If you were worried that popular fiction for women has too often been about finding Mr. Right, well, that time is past. It’s now just as often about finding Mr. Prosecutable DNA Sample. But what looks like a change in genre and readership betrays a deeper, older current. For women, psychological thrillers and true crime have long been here. Maybe it’s time to look at how we’ve arrived at a place where we can talk openly about our interest in stories where we are so often the victim.

Readers look to novels for many things but finding those resolutions that elude us in real life is an important one. Sometimes we go to thrillers for protection, to read stories about being a victim as a way to reverse that, in our minds even if we can’t in reality. What we call thrillers for women in 2020 have their roots in female focused dramas of the 1930s, like the play and film Gas Light—which gave us the term—and Daphne Du Maurier’s Rebecca. These were stories about women who had to figure out the truth of their situations, often completely alone, to save their sanity. As critic Kat Ellinger points out, these stories in turn were inspired by Gothic literature of the 19th century, the first genre with mostly female readers and authors, which featured heroines who aren’t believed, and who are tormented by norms, the system of marriage, and their very homes. (In a somewhat accidental tribute, those elements crept into the background of my novel Little Threats: as girls my protagonists act out scenes from Jane Eyre; and the setting over the decades is a family house that the characters are psychologically oppressed by—in this case a McMansion.)

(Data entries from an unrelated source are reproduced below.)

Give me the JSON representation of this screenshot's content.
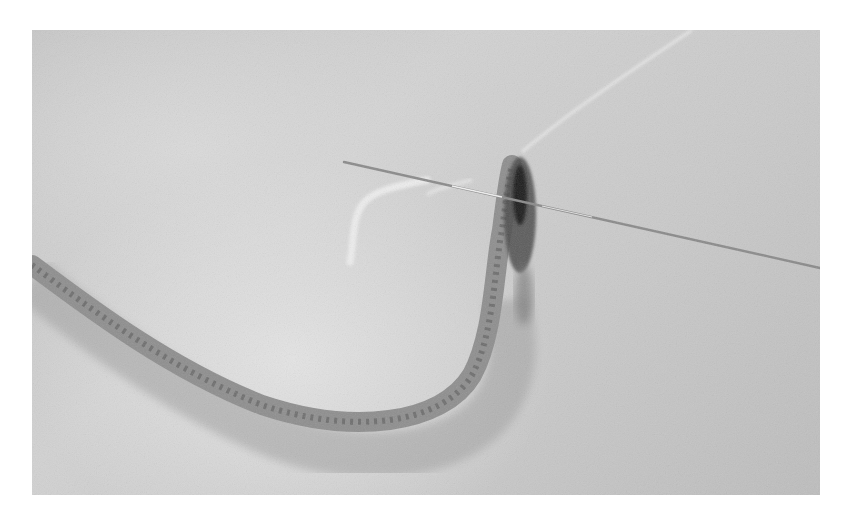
{
  "image": {
    "description": "Grayscale photo of a needle threaded through the end of a crocheted cord lying in a curve on light fabric",
    "colors": {
      "page_background": "#ffffff",
      "fabric": "#cacaca",
      "cord": "#8a8a8a",
      "cord_shadow": "#a8a8a8",
      "needle": "#9a9a9a",
      "thread": "#ececec"
    },
    "frame": {
      "left": 32,
      "top": 30,
      "width": 788,
      "height": 465
    }
  }
}
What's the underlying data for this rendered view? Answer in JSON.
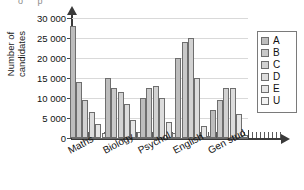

In those classic stories the women had to rely on intuition and whispers, while in the new millennium the tech giants have given us free investigatory and surveillance tools that The Second Mrs. de Winter could only dream of. I still remember the generational unease I felt when a younger friend told me how proud she was that she no longer kept Google alerts for an ex-boyfriend. I don’t need to point out that tech has kept the most effective of those tools for themselves, though it is interesting that Amazon and Apple chose feminine names, like Alexa and Siri, for their home-embedded detectives. It’s also no wonder that by 2012’s Gone Girl, the Gothic heroine was upgraded to having Terminator-like focus and skills. By presenting a paranoid male fantasy as fact—“Can you believe my jealous wife is framing me for her murder?”—Gillian Flynn brilliantly devised a female revenge narrative that turned the gaslighting of the Scott Petersons of the world around, and cranked it into a flamethrower.

Link to the rest at CrimeReads

PG notes Dame Agatha published her first Poirot mystery 100 years ago and her first Marple mystery 90 years ago.

However, a bit of research discloses:

The Female Detective by Andrew Forrester was published in 1864 and its serial adventures feature Mrs Gladden, an undercover police agent – women were not formally recruited to London’s Metropolitan Police until 1923 – who employs subterfuge and logical deduction. Revelations of a Lady Detective by William Stephens Hayward followed a few months later and features the even racier Mrs Paschal, who smokes, carries a revolver and discards her crinoline to go down a sewer, but also shows the sort of clinical reasoning that Sherlock Holmes would display decades later. Mr Bazalgette’s Agent by Leonard Merrick appeared in 1888 and can claim to be the first British novel featuring a female detective rather than a collection of serial adventures.